Walter Ufer was born into a German immigrant family in Louisville, Kentucky. In 1893 he sailed to Germany to study art at the Royal Academy in Dresden returning to America three years later, and eventually settling in Chicago in 1900 where he worked as a designer for an engraving firm. By 1911, Ufer had saved enough money to travel to Europe. He and his wife spent two years painting and studying in France, Italy, Germany, North Africa, Sweden and Denmark. The exhibition of Ufer's European works in Chicago on his return was a success, attracting the attention of Mayor Carter H. Harrison, Jr. who, with several of his business associates had for several years sponsored visits for young Chicago artists to Taos.

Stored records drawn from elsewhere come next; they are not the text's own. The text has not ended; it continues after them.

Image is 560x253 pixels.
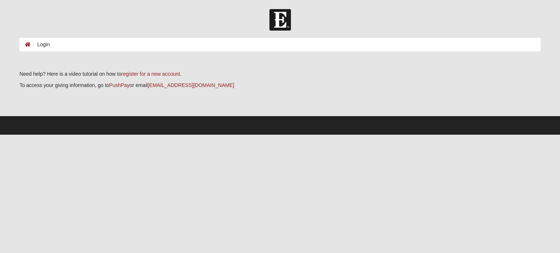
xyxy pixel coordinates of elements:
a: PushPay [109,82,129,88]
img: Church of Eleven22 Logo [270,9,291,31]
p: Need help? Here is a video tutorial on how to . [19,70,540,78]
a: register for a new account [121,71,180,77]
a: [EMAIL_ADDRESS][DOMAIN_NAME] [148,82,234,88]
p: To access your giving information, go to or email [19,82,540,89]
li: Login [31,41,50,49]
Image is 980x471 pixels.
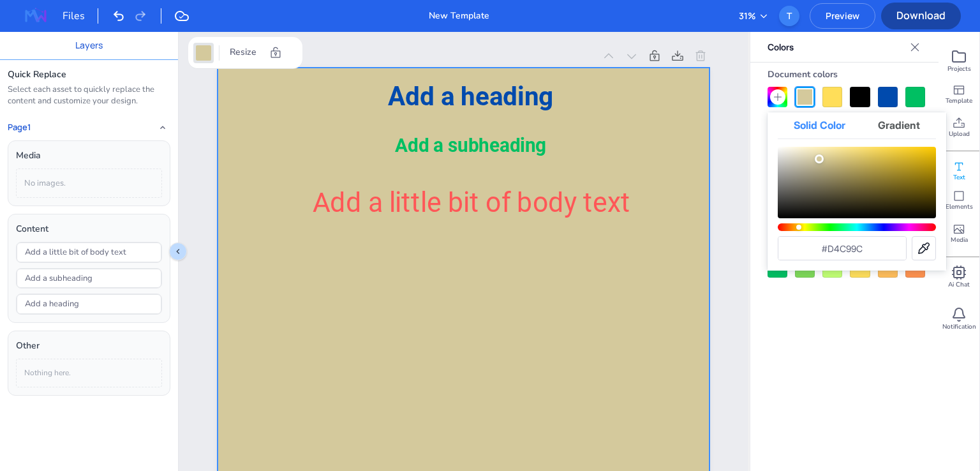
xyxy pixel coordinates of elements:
[945,203,973,211] span: Elements
[947,65,971,73] span: Projects
[395,134,547,156] span: Add a subheading
[951,235,968,244] span: Media
[16,169,162,199] div: No images.
[218,49,594,63] div: Page 1
[75,38,103,53] button: Layers
[942,322,976,331] span: Notification
[948,280,970,289] span: Ai Chat
[881,3,961,29] button: Download
[16,222,162,236] div: Content
[953,173,965,182] span: Text
[17,268,161,288] input: Type text…
[16,149,162,163] div: Media
[777,113,862,139] div: Solid Color
[809,3,875,29] button: Preview
[169,242,187,260] button: Collapse sidebar
[949,129,970,139] span: Upload
[767,63,925,87] div: Document colors
[779,6,799,26] button: Open user menu
[7,123,31,133] h4: Page 1
[862,113,937,139] div: Gradient
[777,223,936,231] div: Hue
[17,294,161,314] input: Type text…
[945,97,972,105] span: Template
[155,120,171,135] button: Collapse
[15,6,56,26] img: MagazineWorks Logo
[312,187,630,219] span: Add a little bit of body text
[16,338,162,353] div: Other
[739,9,769,23] button: 31%
[881,8,961,23] span: Download
[767,32,905,63] p: Colors
[227,45,259,59] span: Resize
[810,9,875,22] span: Preview
[777,147,936,219] div: Color
[388,82,553,113] span: Add a heading
[63,8,98,23] div: Files
[17,242,161,262] input: Type text…
[429,9,489,23] div: New Template
[16,358,162,387] div: Nothing here.
[779,6,799,26] div: T
[7,68,171,82] div: Quick Replace
[7,84,171,107] div: Select each asset to quickly replace the content and customize your design.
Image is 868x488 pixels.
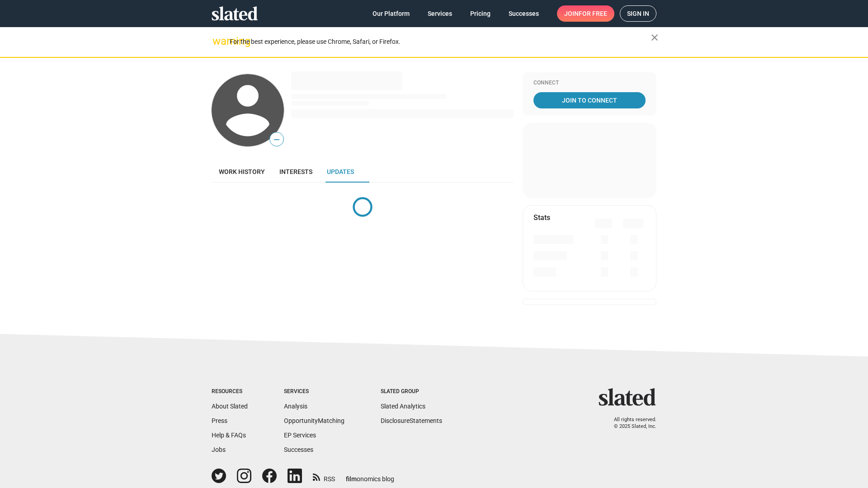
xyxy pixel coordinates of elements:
span: for free [578,6,607,21]
mat-card-title: Stats [533,213,550,222]
a: Press [211,417,227,424]
a: Join To Connect [533,92,645,108]
span: — [270,134,283,145]
a: Work history [211,161,272,182]
div: For the best experience, please use Chrome, Safari, or Firefox. [230,36,651,48]
span: Pricing [470,6,490,21]
a: OpportunityMatching [284,417,344,424]
span: Updates [327,168,354,175]
a: Our Platform [365,6,417,21]
mat-icon: close [649,32,660,43]
span: Successes [509,6,539,21]
p: All rights reserved. © 2025 Slated, Inc. [604,416,657,430]
div: Services [284,388,344,395]
span: Our Platform [373,6,410,21]
div: Connect [533,79,645,87]
mat-icon: warning [212,36,223,47]
a: Updates [320,161,361,182]
a: DisclosureStatements [381,417,442,424]
a: Sign in [619,6,657,21]
span: Work history [219,168,265,175]
a: About Slated [211,402,247,409]
a: RSS [313,469,335,483]
a: EP Services [284,431,316,438]
a: Pricing [463,6,498,21]
span: Join To Connect [535,92,644,108]
span: film [346,475,357,482]
a: filmonomics blog [346,467,394,483]
a: Successes [501,6,546,21]
div: Slated Group [381,388,442,395]
div: Resources [211,388,247,395]
a: Joinfor free [557,6,614,21]
a: Help & FAQs [211,431,246,438]
span: Sign in [627,6,649,21]
a: Services [420,6,459,21]
a: Analysis [284,402,307,409]
a: Jobs [211,446,225,453]
a: Interests [272,161,320,182]
a: Successes [284,446,313,453]
span: Services [427,6,452,21]
span: Interests [279,168,312,175]
a: Slated Analytics [381,402,426,409]
span: Join [564,6,607,21]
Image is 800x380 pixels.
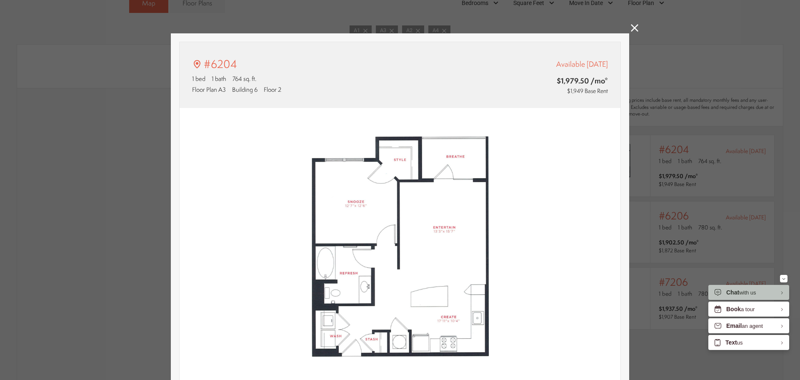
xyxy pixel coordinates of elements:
[212,74,226,83] span: 1 bath
[192,74,205,83] span: 1 bed
[510,75,608,86] span: $1,979.50 /mo*
[233,74,256,83] span: 764 sq. ft.
[264,85,281,94] span: Floor 2
[556,59,608,69] span: Available [DATE]
[232,85,258,94] span: Building 6
[567,87,608,95] span: $1,949 Base Rent
[192,85,226,94] span: Floor Plan A3
[204,56,237,72] p: #6204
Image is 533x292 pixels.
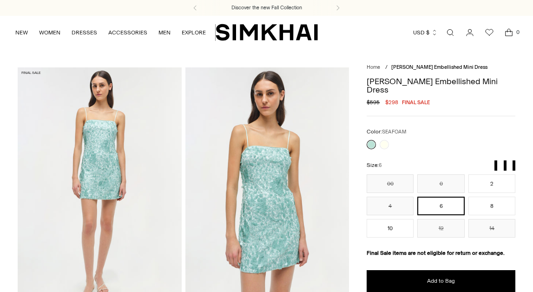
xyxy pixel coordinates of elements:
button: 4 [366,196,413,215]
a: ACCESSORIES [108,22,147,43]
s: $595 [366,98,379,106]
a: Go to the account page [460,23,479,42]
button: 00 [366,174,413,193]
label: Color: [366,127,406,136]
label: Size: [366,161,381,169]
a: Home [366,64,380,70]
button: USD $ [413,22,437,43]
h1: [PERSON_NAME] Embellished Mini Dress [366,77,515,94]
button: 12 [417,219,464,237]
button: 14 [468,219,515,237]
a: SIMKHAI [215,23,318,41]
button: 2 [468,174,515,193]
a: WOMEN [39,22,60,43]
span: 0 [513,28,521,36]
a: Open search modal [441,23,459,42]
button: 8 [468,196,515,215]
div: / [385,64,387,72]
a: MEN [158,22,170,43]
a: Wishlist [480,23,498,42]
strong: Final Sale items are not eligible for return or exchange. [366,249,504,256]
a: DRESSES [72,22,97,43]
a: Open cart modal [499,23,518,42]
span: 6 [378,162,381,168]
button: 0 [417,174,464,193]
nav: breadcrumbs [366,64,515,72]
span: Add to Bag [427,277,455,285]
button: 10 [366,219,413,237]
a: NEW [15,22,28,43]
a: Discover the new Fall Collection [231,4,302,12]
span: $298 [385,98,398,106]
a: EXPLORE [182,22,206,43]
span: [PERSON_NAME] Embellished Mini Dress [391,64,487,70]
span: SEAFOAM [382,129,406,135]
button: 6 [417,196,464,215]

Harrison sponsored Ufer's first trip to New Mexico in 1914. Ufer traveled via Denver as a guest of the Santa Fe Railroad, whose management was eager for artists to paint the American West in order to encourage public travel. On his arrival in Taos, Ufer was so impressed with the landscape and people that he remarked: "God's country! I expect to live and die here" (Patricia Janis Broder, Taos: A Painter's Dream, Boston, Massachusetts, 1980, p. 212); and it was in Taos that he found the creative and aesthetic inspiration that he needed to develop the originality of his mature painting style.

Ufer was invited to become a member of the Taos Society of Artists in 1917, and he exhibited with the other members from then until the group was disbanded in 1927. Although Taos was an ideal venue for Ufer artistically, his active social conscience was affected by the plight of the local Indian population. By the time Ufer first visited New Mexico in 1914, the Taos Indians were undergoing huge social change. The old way of life, revolving around the cultivation of corn was becoming outdated in an era of industrialization. Many of the Pueblo Indians were forced to seek employment in the village, but they were uneducated and unskilled, and had to take menial jobs or work as servants. Patricia Janis Broder writes of Ufer: ". . . he focused his efforts upon painting the pains of cultural transition. He painted them as passive, dejected people, second class citizens in the white man's world" (Broder, I. 215). Ufer always worked outdoors which enabled him to concentrate on capturing the New Mexico landscape in all its dramatic variations of light and color. Dr. Rick Stewart writes: Ufer, in his best work, went beyond the surface of things to expose the undercurrents of human feeling. Unlike so many of his Toas counterparts, he seems to have been struck by the irony of the Indian's lot in his artistic paradise, and he used the language of paint to argue more eloquently than he could have done with words.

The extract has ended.